I would think this should be possible. The mechanism would likely be similar to the suspected mechanism for how SIV originated, which is that it came from two different retroviruses that infected a single host.
The Radiolab episode titled "Patient Zero", starting at around the 35 minute mark, discusses how this is expected to have happened (transcript abridged for clarity):
Chimp zero was hunting and he comes upon a monkey called a Red Cap Mangabey. Eats it. And in the process he catches a red cap mangabey version of the AIDS virus.
Next - some time after that first kill - weeks, months, we don’t know - maybe it was the same day - chimp zero comes across another monkey. And this monkey was called a spot nose guenon. Chimp zero eats that monkey and gets a spot nosed guenon of the AIDS virus or the SIV virus inside it.
So [now] you’ve got the red cap mangabey and you’ve got the the spot nose guenon. Two completely different kinds of SIV viruses inside the same chimp.
Now - under normal circumstances - both of these SIV viruses would go nowhere. They basically are entering a completely alien habitat. The cells don’t look the same. The environment is different. The chimp’s immune system would normally kill them.
But then once in a blue moon, something crazy happens. These 2 viruses will end up inside the same cell in the same chimp at the same time. Literally there is a single cell - simultaneously infected with both viruses.
So suppose on one side of the cell you’ve got the mangabey virus. And on the other side of the same cell you’ve got the spot nose guenon virus.
You have an enzyme. It’s called the polymerase enzyme that’s copying genetic information of the viruses. This is what viruses do. They hijack these enzymes to make copies of themselves.
Now - here’s the problem. These enzymes. They’re not necessarily that sticky. While they’re in the process of copying one virus, every once in a while they’ll accidentally fall off mid copy, and then latch on to the second virus. And just keep on copying. What it ends up spitting out is a hybrid.
Now this new mosaic probably won’t go anywhere because 99.9999999 percent of the time - when these hybrids happen - It’s a dead end. The chimp’s immune system is pretty sophisticated. It has evolved defenses against these viruses - and it will destroy them. But once in a blue moon...
So this is a blue moon after a blue moon after a blue moon to really get this. Finally you get one particular mosaic virus. Between the mangabey and the guenon. That through sheer random luck - works. It landed on the exact right combination of genes that allowed it to evade the chimp’s immune system.
This seems like a good model for how your crossover might happen: A single individual, infected with similar-but-different versions of a virus that its immune system is capable of defending against, but a copying error merges the code of both viruses and---unluckily for the host---ends up making a viable novel version of the virus that the host cannot defend against.
Mice aren't really known for eating other vertebrates, so consumption as a vector seems unlikely. But coming up with such a scenario doesn't seem too implausible.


_Aim of the task_.
Quote the listing below in its entirety, omitting every image.

_Input_.
——
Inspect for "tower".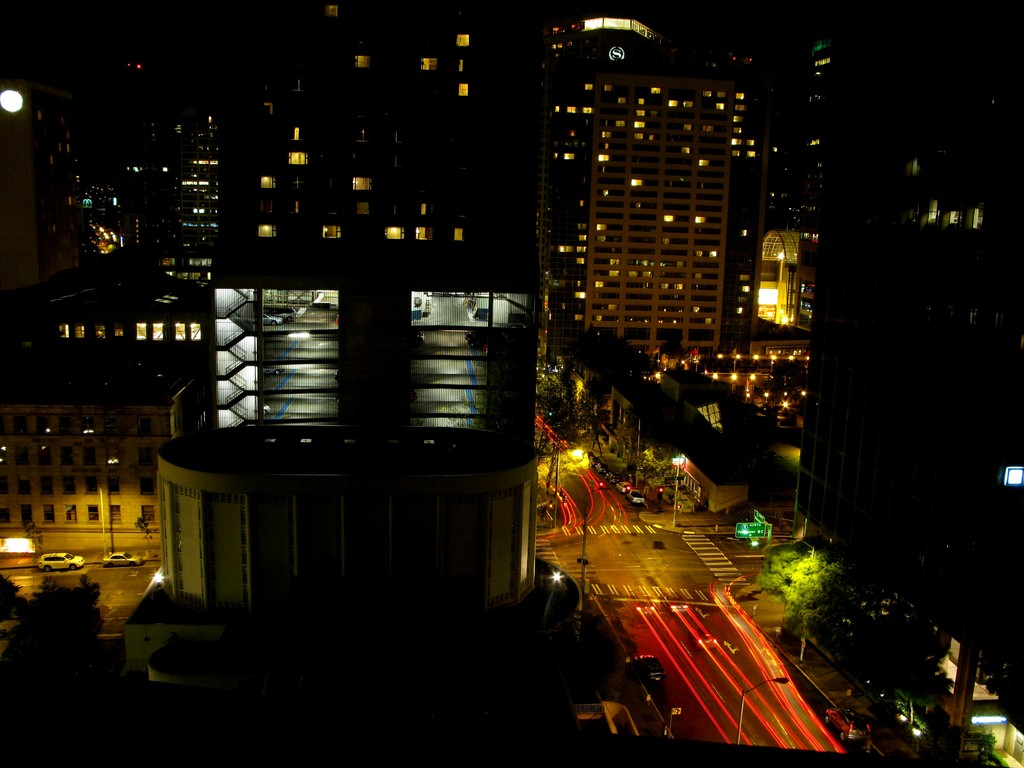
Inspection: (806, 0, 1023, 758).
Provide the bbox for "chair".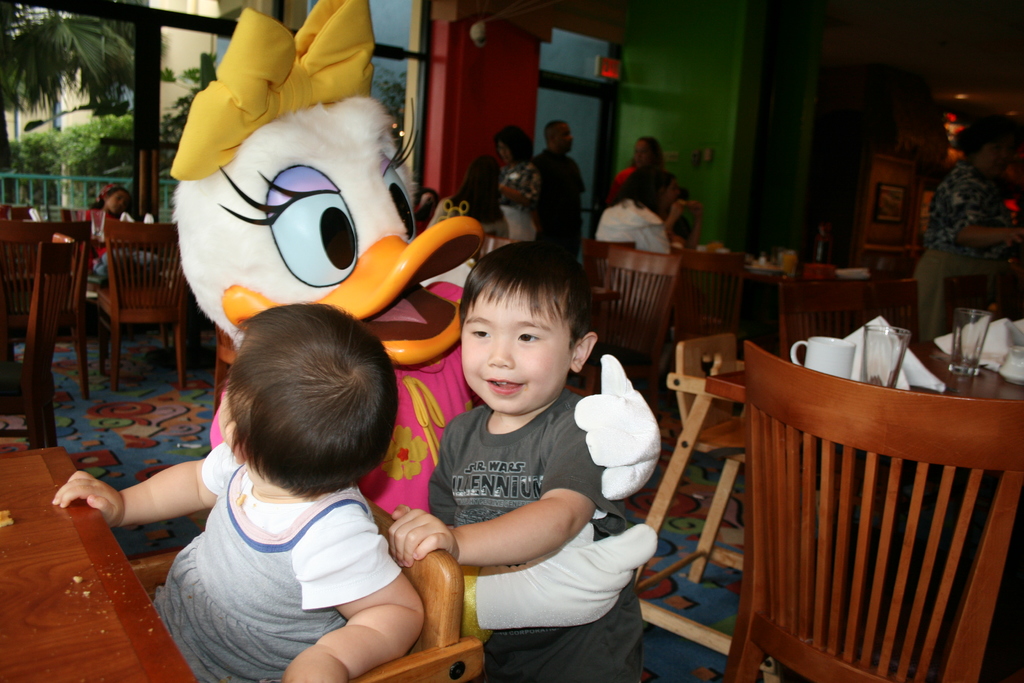
bbox(0, 217, 92, 399).
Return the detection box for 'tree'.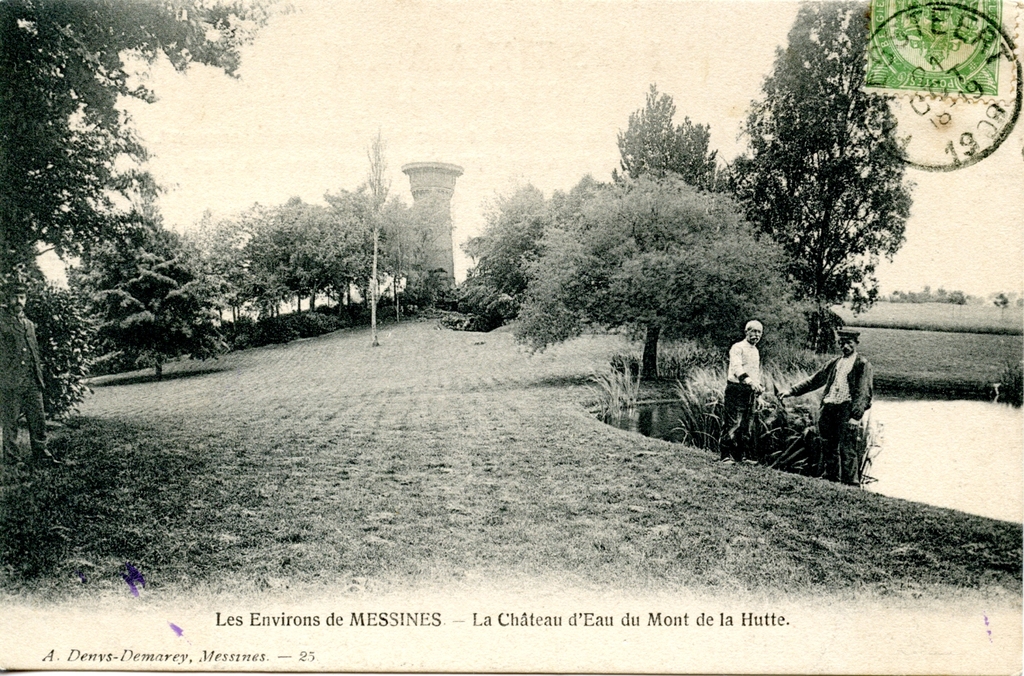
——
_Your response_.
Inspect for "tower".
Inspection: (806, 0, 1023, 758).
Provide the bbox for "chair".
bbox(0, 217, 92, 399).
Return the detection box for 'tree'.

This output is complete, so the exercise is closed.